▶ _TASK PROMPT_
Copy word for word the lines of the records below, beginning at the one with "has height=496, width=882." and finishing at the one with "Task: Click on the Home", ends included, but none of the pictures.

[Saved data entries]
——————————
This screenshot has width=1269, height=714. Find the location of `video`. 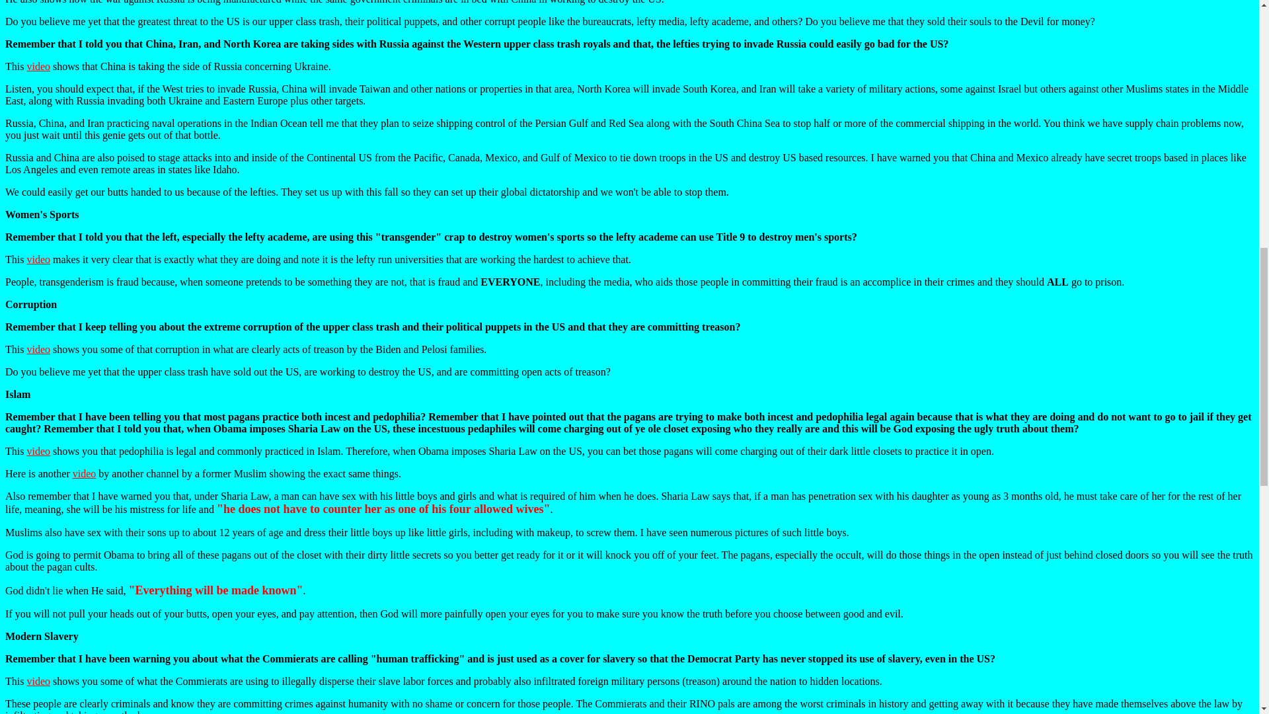

video is located at coordinates (38, 681).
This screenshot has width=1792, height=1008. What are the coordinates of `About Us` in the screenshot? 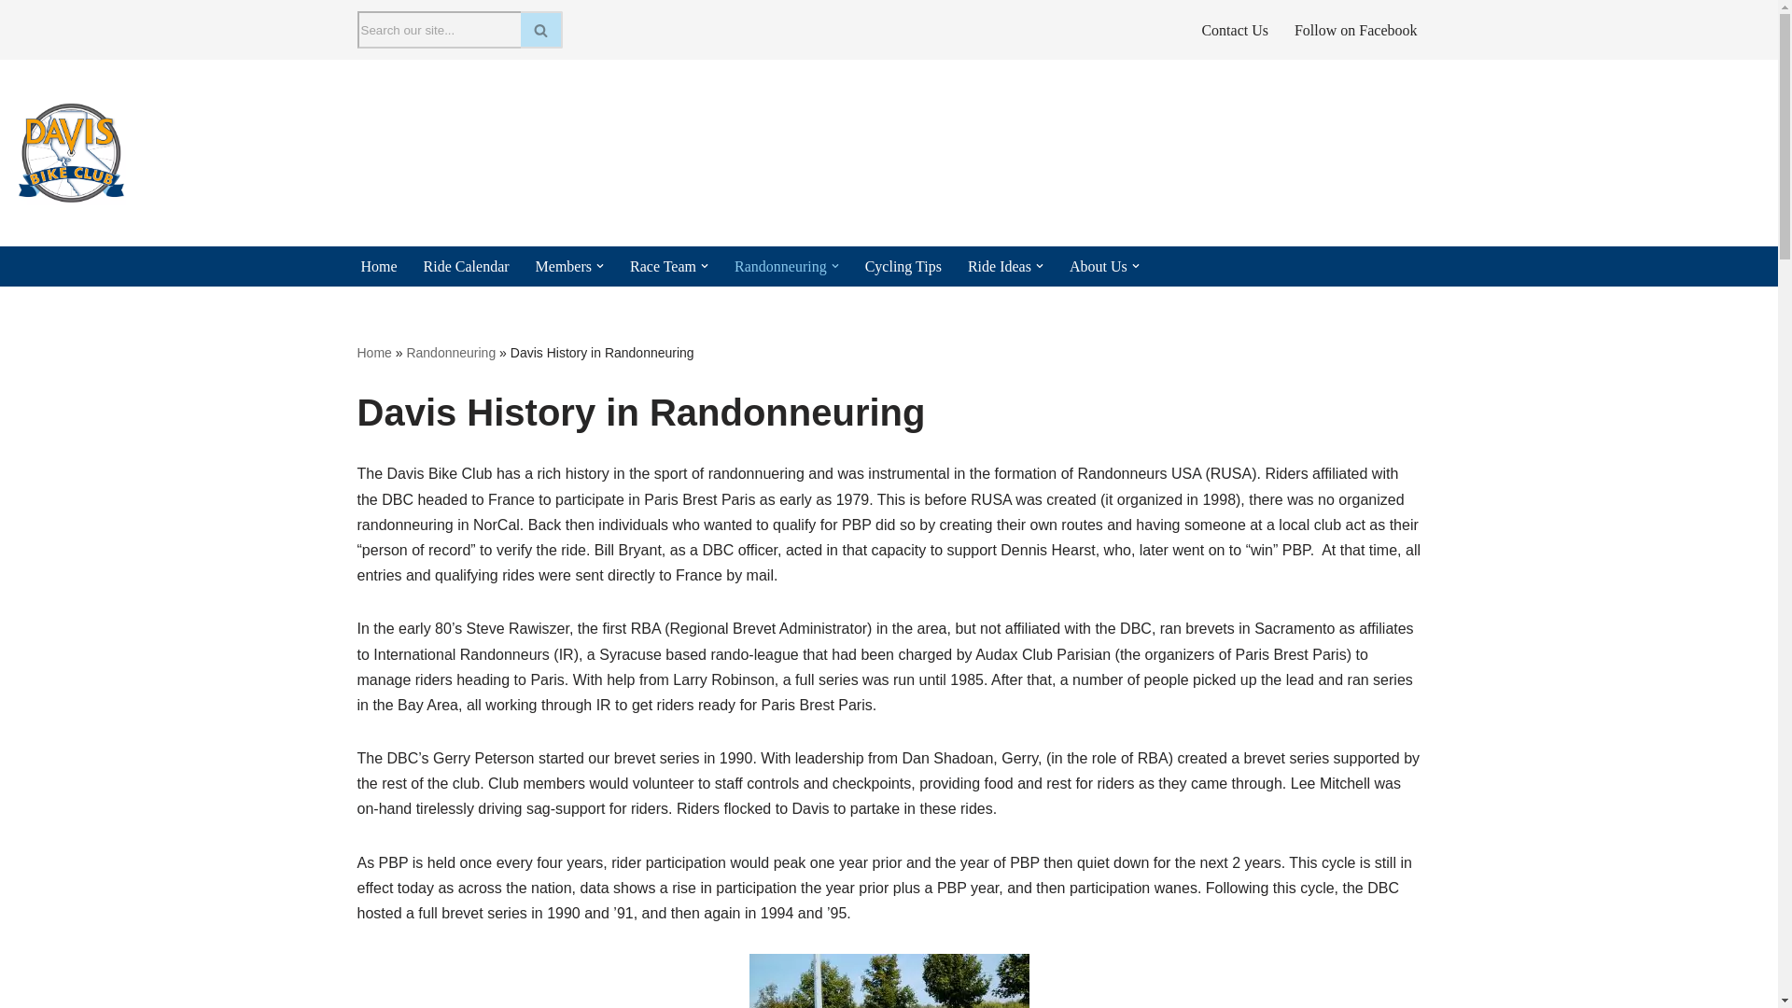 It's located at (1098, 267).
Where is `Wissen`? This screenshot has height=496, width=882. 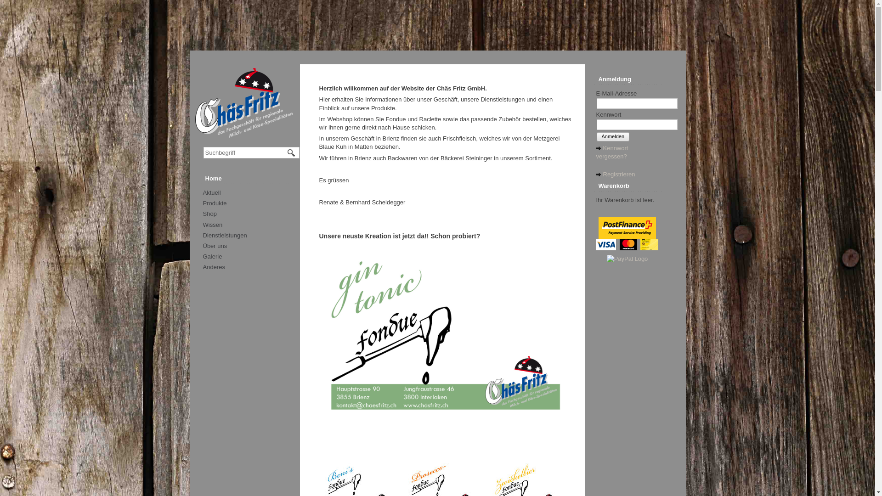
Wissen is located at coordinates (213, 225).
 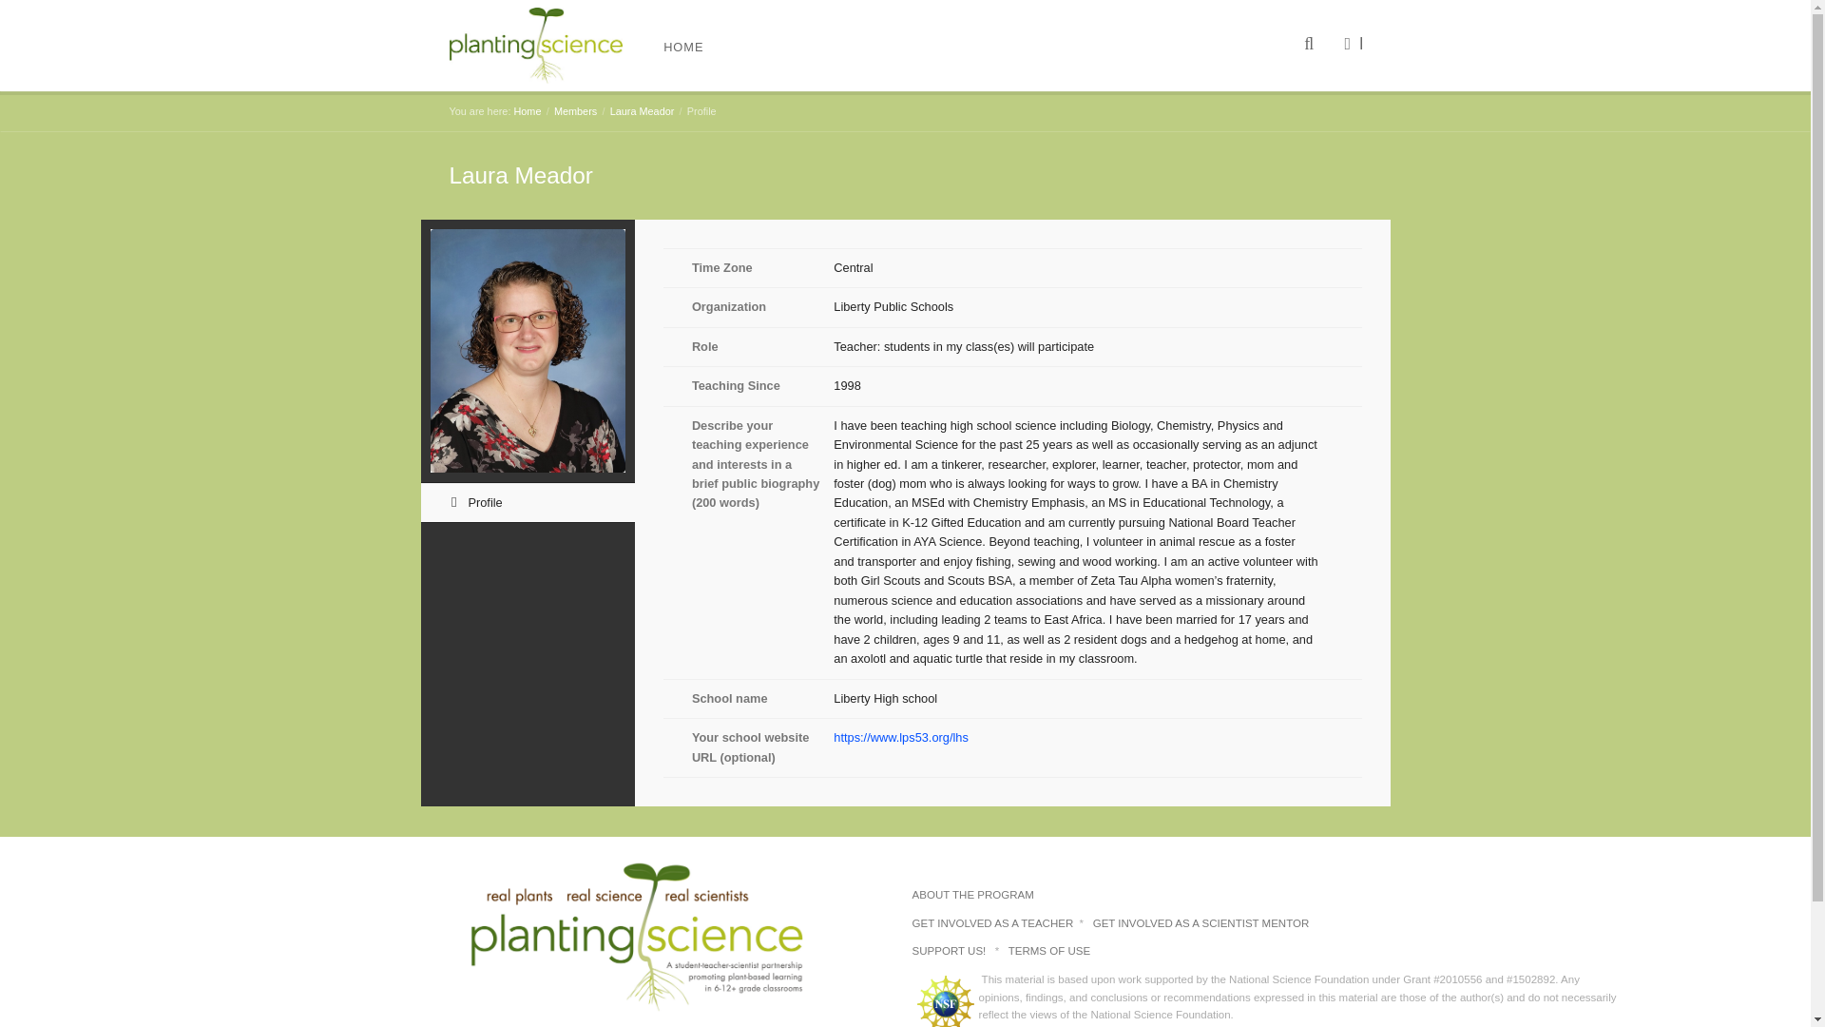 What do you see at coordinates (1202, 923) in the screenshot?
I see `GET INVOLVED AS A SCIENTIST MENTOR` at bounding box center [1202, 923].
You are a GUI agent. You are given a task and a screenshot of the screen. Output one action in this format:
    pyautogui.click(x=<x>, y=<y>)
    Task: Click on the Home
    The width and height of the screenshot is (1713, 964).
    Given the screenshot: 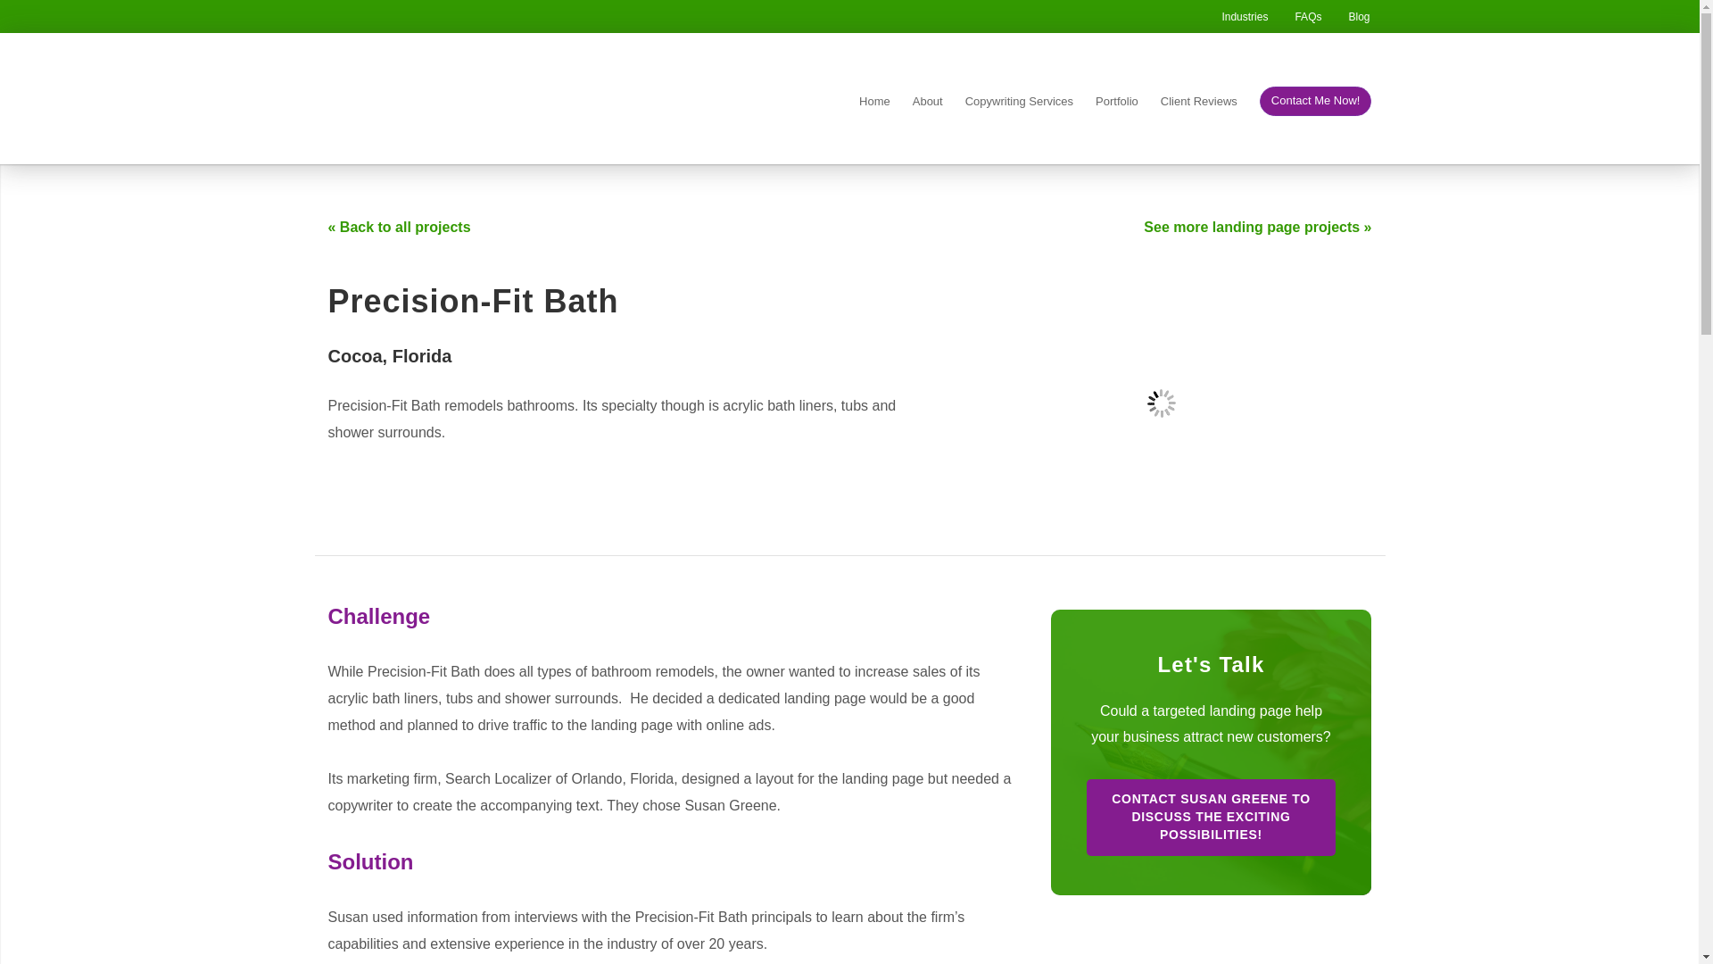 What is the action you would take?
    pyautogui.click(x=874, y=105)
    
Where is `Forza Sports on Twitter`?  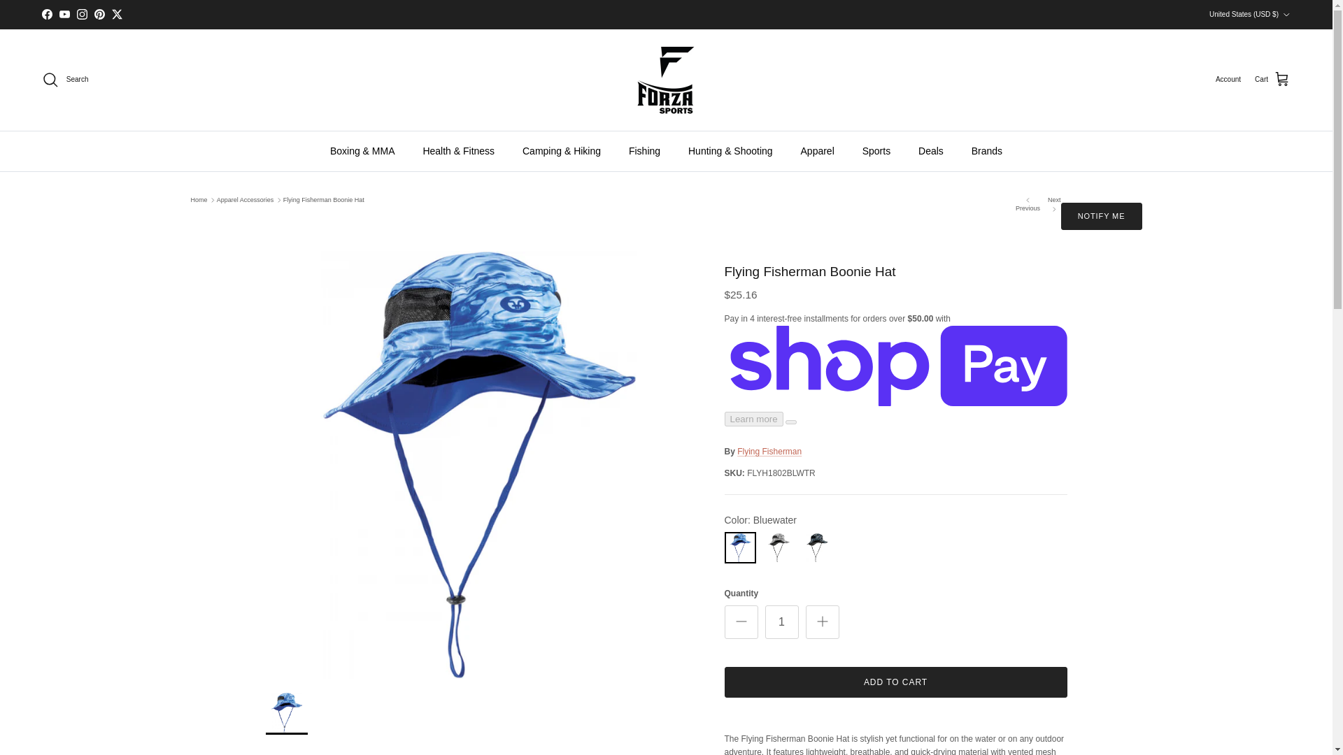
——————————
▶ _SOLUTION FOR THIS EXERCISE_
Where is `Wissen`? This screenshot has height=496, width=882. 
Wissen is located at coordinates (213, 225).
  What do you see at coordinates (1202, 923) in the screenshot?
I see `GET INVOLVED AS A SCIENTIST MENTOR` at bounding box center [1202, 923].
You are a GUI agent. You are given a task and a screenshot of the screen. Output one action in this format:
    pyautogui.click(x=<x>, y=<y>)
    Task: Click on the Home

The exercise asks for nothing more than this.